This is great. As a longer-term investor (only selling each stock after a year, for tax reasons), a graph I'd like to see is simply the weekly prices of each stock in it's first year or two, with all the stocks overlaid as a single line on the chart, as a percent of the price at the end of the first day. Naturally, the eye will see if there's a pattern. You could color-code it by industry, or year or month issued (do Sept IPOs do better than Feb?), or even price quadrant (do more expensive share prices yield better percentage returns?)
I think there's a way to present this as an interactive graph that allow users to adjust the variables, like which price is 100% (investor price or retail price), which industries to include, which price points to show, what years to show, which months to show, etc.
Loved this analysis. Confirmed what I thought was the case. IPO's are great if you are an insider, not so much for the rest of us. Big surprise, huh?

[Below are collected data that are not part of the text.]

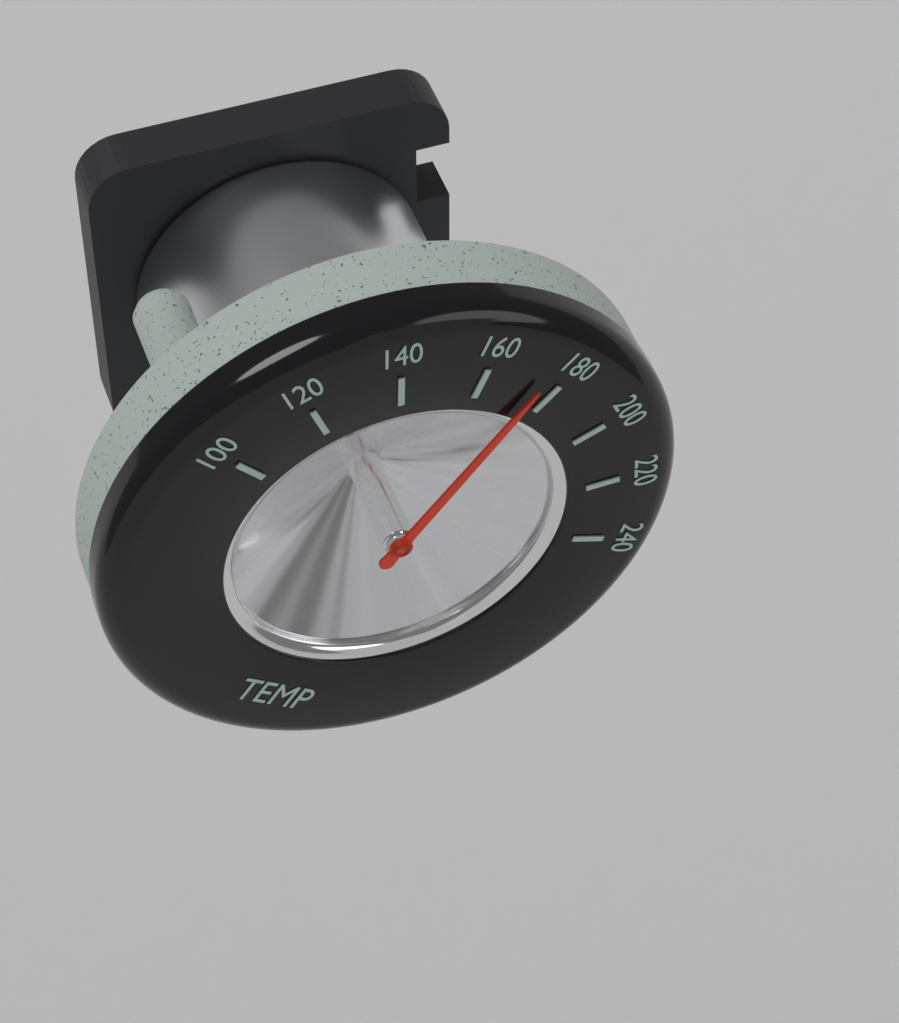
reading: 175 (no unit)
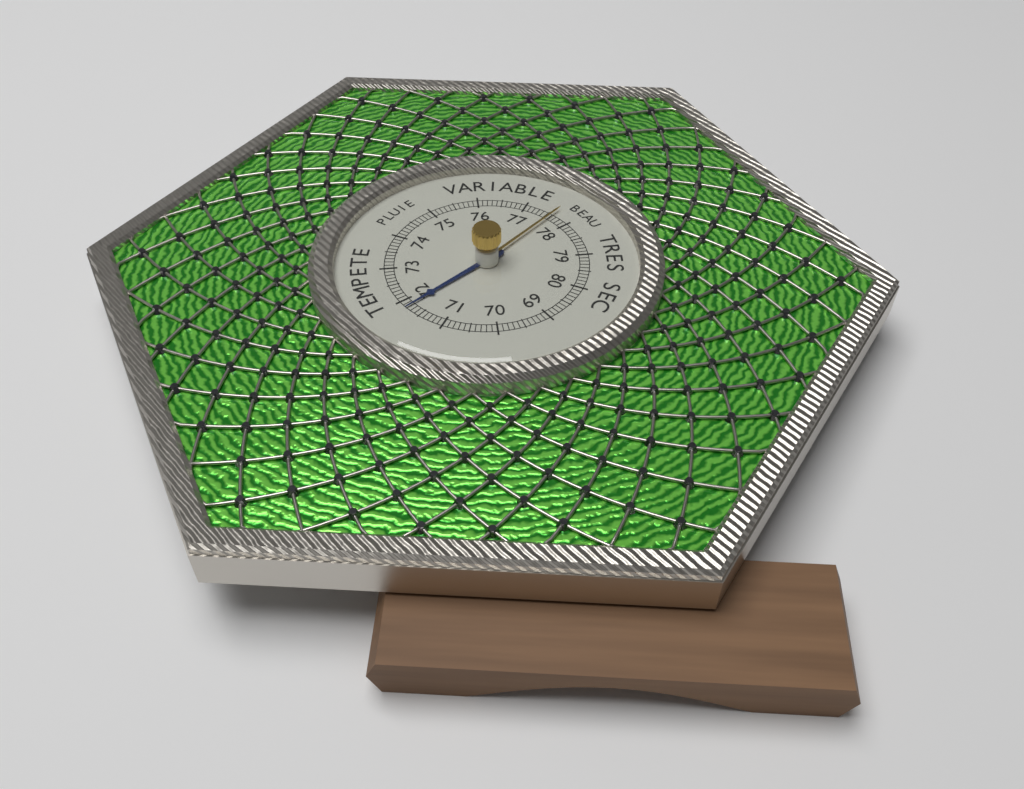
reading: 71.8 (no unit)
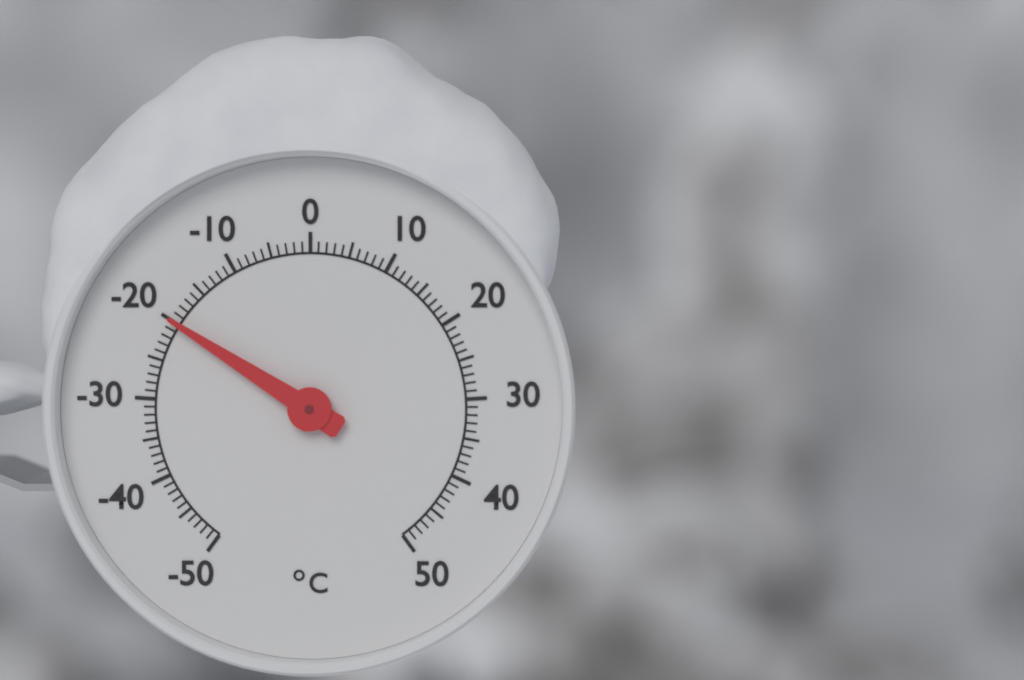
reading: -20 °C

Haha. Yeah. I knew there was a difference but I didn't expect such a drastic variation in returns!
Really appreciate the effort you put in these reports. Just wanted to say thank you and that I throughly enjoy them!
Thank you :)
This is great. As a longer-term investor (only selling each stock after a year, for tax reasons), a graph I'd like to see is simply the weekly prices of each stock in it's first year or two, with all the stocks overlaid as a single line on the chart, as a percent of the price at the end of the first day. Naturally, the eye will see if there's a pattern. You could color-code it by industry, or year or month issued (do Sept IPOs do better than Feb?), or even price quadrant (do more expensive share prices yield better percentage returns?)
I think there's a way to present this as an interactive graph that allow users to adjust the variables, like which price is 100% (investor price or retail price), which industries to include, which price points to show, what years to show, which months to show, etc.